A few years back, there was a huge scandal over wasteful military spending when someone looked at the line item for
the toilet seat for the head on a P-3 Orion patrol plane, and saw it was $900. “NINE HUNDRED DOLLARS for a toilet seat?” the
scandalized cried. Of course, it was never pointed out that the toilet seat was, in fact, the enclosure for the whole toilet system,
in addition to being the toilet seat, and it had to pass MilSpec. And it certainly wasn't the kind of seat you'd want to bolt to
your household toilet–it was a bit too, er, robust.
The software world is full of $900 toilet seats–things that we build to be mission-critical and bullet-proof that become too
complicated for any sort of general application. And it appears, as I continue to review the specs from Liberty Alliance, that they
have turned federated identity management into a $900 toilet seat.
Dave Winer responded to
my earlier line of reasoning on identity systems, and his comments were pretty much in line to what I got from other people–and with my underlying
suspicions. In the aggregate, the comments regarding an identity framework like Liberty Alliance clustered around three points:
- It's scarily complex, in ways that it just doesn't need to be
- It uses SSL communications, which is overkill for lightweight applications like comment authentication
- It's only implemented in .Net and Java–where's the Python/Perl implementation?
In short, it would be like using a
MOAB bomb to kill a cockroach: theoretically effective, but not necessarily optimized for the task.
But is any level of authentication appropriate to the task? And if you've got enough comment traffic to justify putting
authentication on top of comments, why the hell are you using a weblog to host them–when a discussion board
with user authentication would be more appropriate?
Unless your're Presidential timber, odds are that your comment stream
averages under 6 per post. If you run a tumbleweed-infested blog like mine, you're lucky to get one comment a
month. Sometimes, it's even a relief to get comment spam, because you know that your site is actually visible to
someone in the outside world.
Let's face it–the problem isn't really comment spam. The problem is that, as one friend of mine says, “Comments suck.” Moveable Type's
implementation of comments is to be commended in that it allows you to turn off comments after a while, or delete
undesired comments; but it puts comments under a well-known CGI script called mt-comments that is just aching for
robots to exploit it. Don't believe me? Google it. There are 1.8 million
instances of URLs with mt-comments out there for a comment spammer to exploit, and the format of the POST is pretty generic
across all of them.
The easiest solution to comment spam? I call it the Bill O'Reilly Memorial Three Step “Shut Up!” solution:
- Send the editor an e-mail notifying him or her about a new post, with
its comments. - Within the e-mail, include a link that, if clicked upon, automatically deletes the post.
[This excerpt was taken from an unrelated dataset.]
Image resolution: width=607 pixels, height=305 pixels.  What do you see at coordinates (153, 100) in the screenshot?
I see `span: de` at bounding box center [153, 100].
- Add a setting to the weblog configuration that shuts comments for a post off after a user-selectable period of time.
Those features would reduce the work of catching and eliminating comment spam by 80%. And they don't require authentication.
So, does that mean there's no call for cross-site authentication in the blogging world? No. But
there's no need for most people to implement TypeKey (or “You Know Me”, or whatever) on their weblog.